Physicists Create Heaviest Antimatter Nucleus Yet
Antimatter is one of science’s great mysteries. It is produced all around us for fractions of a second, until it collides with matter, and the particles annihilate one another. But what is it?
Antimatter is just like matter, except for one thing. Its particles have the same mass as ordinary matter, but an opposite charge. For example, an electron has a negative charge, so an anti-electron—called a positron—weighs the same, but has a positive charge.
Antimatter is a natural product of some types of radioactive decay and cosmic ray collisions, but it can also be made in particle colliders here on Earth. But making antimatter particles this way is difficult and expensive—let alone controlling them enough to create an entire anti-atom. NASA estimates that creating a gram of antimatter would cost about $62.5 trillion.
But why does antimatter matter? It may hold the key to understanding one of the universe’s biggest mysteries: why there’s something rather than nothing. Cosmologists say that during the Big Bang, matter and antimatter should have been created in equal amounts. But everything around us today is mostly matter, meaning either that there was an excess of matter created, or that matter and antimatter don’t quite follow the rules physicists expect.
Recently, scientists at Brookhaven National Laboratory’s Relativistic Heavy Ion Collider spotted 16 instances of the heaviest exotic antimatter nucleus observed to date: antihyperhydrogen-4.
To explore what this breakthrough means for antimatter research, SciFri producer Charles Bergquist talks to Dr. Jamie Dunlop, associate department chair for nuclear physics at Brookhaven National Laboratory.

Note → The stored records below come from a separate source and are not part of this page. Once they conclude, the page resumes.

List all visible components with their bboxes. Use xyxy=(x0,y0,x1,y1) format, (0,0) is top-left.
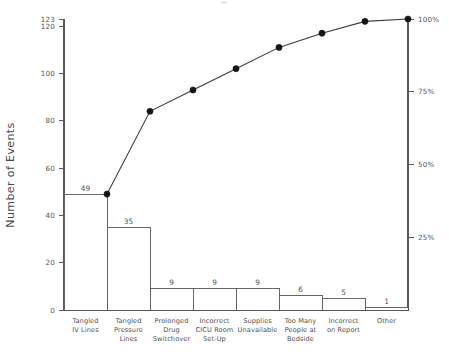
y-axis-title: Number of Events xyxy=(4,122,17,227)
y2-tick-label-100: 100% xyxy=(418,15,439,24)
bar-7 xyxy=(322,298,365,310)
bar-value-label-2: 35 xyxy=(124,217,134,226)
bar-6 xyxy=(279,296,322,310)
y-axis-left-ticks: 123120100806040200 xyxy=(41,15,64,315)
category-label-1: TangledIV Lines xyxy=(71,317,99,334)
category-label-6: Too ManyPeople atBedside xyxy=(284,317,317,343)
y-tick-label-100: 100 xyxy=(41,69,56,78)
cumulative-markers-group xyxy=(104,16,411,197)
y2-tick-label-25: 25% xyxy=(418,233,435,242)
cumulative-line xyxy=(107,19,408,194)
bar-2 xyxy=(107,227,150,310)
category-label-2: TangledPressureLines xyxy=(114,317,143,343)
y2-tick-label-50: 50% xyxy=(418,160,435,169)
bar-8 xyxy=(365,308,408,310)
bar-value-label-7: 5 xyxy=(341,288,346,297)
bar-3 xyxy=(150,289,193,310)
cumulative-marker-3 xyxy=(190,87,196,93)
y-tick-label-40: 40 xyxy=(45,211,55,220)
category-label-7: Incorrecton Report xyxy=(327,317,360,334)
category-label-5: SuppliesUnavailable xyxy=(238,317,278,334)
cumulative-marker-7 xyxy=(362,18,368,24)
cumulative-marker-8 xyxy=(405,16,411,22)
bars-group xyxy=(64,194,408,310)
bar-value-label-1: 49 xyxy=(81,184,91,193)
y-tick-label-60: 60 xyxy=(45,164,55,173)
y-tick-label-80: 80 xyxy=(45,116,55,125)
scan-artifact xyxy=(221,1,227,4)
cumulative-marker-4 xyxy=(233,66,239,72)
bar-1 xyxy=(64,194,107,310)
pareto-chart: Number of Events 123120100806040200 100%… xyxy=(0,0,449,356)
bar-value-label-6: 6 xyxy=(298,285,303,294)
cumulative-marker-5 xyxy=(276,44,282,50)
y-axis-right-ticks: 100%75%50%25% xyxy=(408,15,439,242)
category-label-4: IncorrectCICU RoomSet-Up xyxy=(196,317,234,343)
cumulative-marker-2 xyxy=(147,108,153,114)
y-tick-label-20: 20 xyxy=(45,258,55,267)
y-tick-label-0: 0 xyxy=(50,306,55,315)
y-tick-label-120: 120 xyxy=(41,22,56,31)
cumulative-marker-1 xyxy=(104,191,110,197)
bar-value-label-4: 9 xyxy=(212,278,217,287)
category-label-8: Other xyxy=(377,317,396,325)
cumulative-line-group xyxy=(107,19,408,194)
pareto-chart-canvas: Number of Events 123120100806040200 100%… xyxy=(0,0,449,356)
category-labels-group: TangledIV LinesTangledPressureLinesProlo… xyxy=(71,317,396,343)
y2-tick-label-75: 75% xyxy=(418,87,435,96)
bar-5 xyxy=(236,289,279,310)
bar-value-label-8: 1 xyxy=(384,297,389,306)
cumulative-marker-6 xyxy=(319,30,325,36)
bar-value-label-3: 9 xyxy=(169,278,174,287)
bar-4 xyxy=(193,289,236,310)
bar-value-label-5: 9 xyxy=(255,278,260,287)
category-label-3: ProlongedDrugSwitchover xyxy=(153,317,191,343)
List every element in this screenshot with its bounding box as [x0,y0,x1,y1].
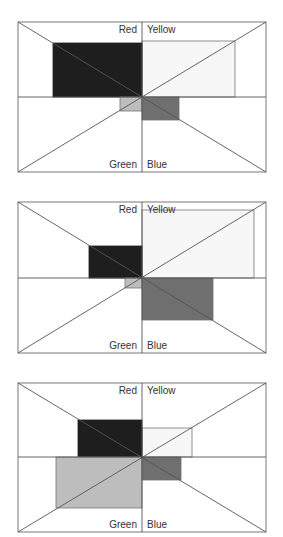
green-rect [56,457,142,508]
quadrant-diagram: RedYellowGreenBlueRedYellowGreenBlueRedY… [0,0,283,537]
panel-3: RedYellowGreenBlue [18,383,266,532]
panel-2: RedYellowGreenBlue [18,202,266,353]
label-yellow: Yellow [147,385,176,396]
label-red: Red [119,385,137,396]
red-rect [89,246,142,278]
label-green: Green [109,519,137,530]
label-blue: Blue [147,519,167,530]
label-blue: Blue [147,340,167,351]
label-green: Green [109,340,137,351]
yellow-rect [142,210,254,278]
blue-rect [142,457,181,480]
label-red: Red [119,24,137,35]
label-green: Green [109,159,137,170]
label-blue: Blue [147,159,167,170]
label-yellow: Yellow [147,204,176,215]
panel-1: RedYellowGreenBlue [18,22,266,172]
label-red: Red [119,204,137,215]
label-yellow: Yellow [147,24,176,35]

Antimatter is just like matter, except for one thing. Its particles have the same mass as ordinary matter, but an opposite charge. For example, an electron has a negative charge, so an anti-electron—called a positron—weighs the same, but has a positive charge.
Antimatter is a natural product of some types of radioactive decay and cosmic ray collisions, but it can also be made in particle colliders here on Earth. But making antimatter particles this way is difficult and expensive—let alone controlling them enough to create an entire anti-atom. NASA estimates that creating a gram of antimatter would cost about $62.5 trillion.
But why does antimatter matter? It may hold the key to understanding one of the universe’s biggest mysteries: why there’s something rather than nothing. Cosmologists say that during the Big Bang, matter and antimatter should have been created in equal amounts. But everything around us today is mostly matter, meaning either that there was an excess of matter created, or that matter and antimatter don’t quite follow the rules physicists expect.
Recently, scientists at Brookhaven National Laboratory’s Relativistic Heavy Ion Collider spotted 16 instances of the heaviest exotic antimatter nucleus observed to date: antihyperhydrogen-4.
To explore what this breakthrough means for antimatter research, SciFri producer Charles Bergquist talks to Dr. Jamie Dunlop, associate department chair for nuclear physics at Brookhaven National Laboratory.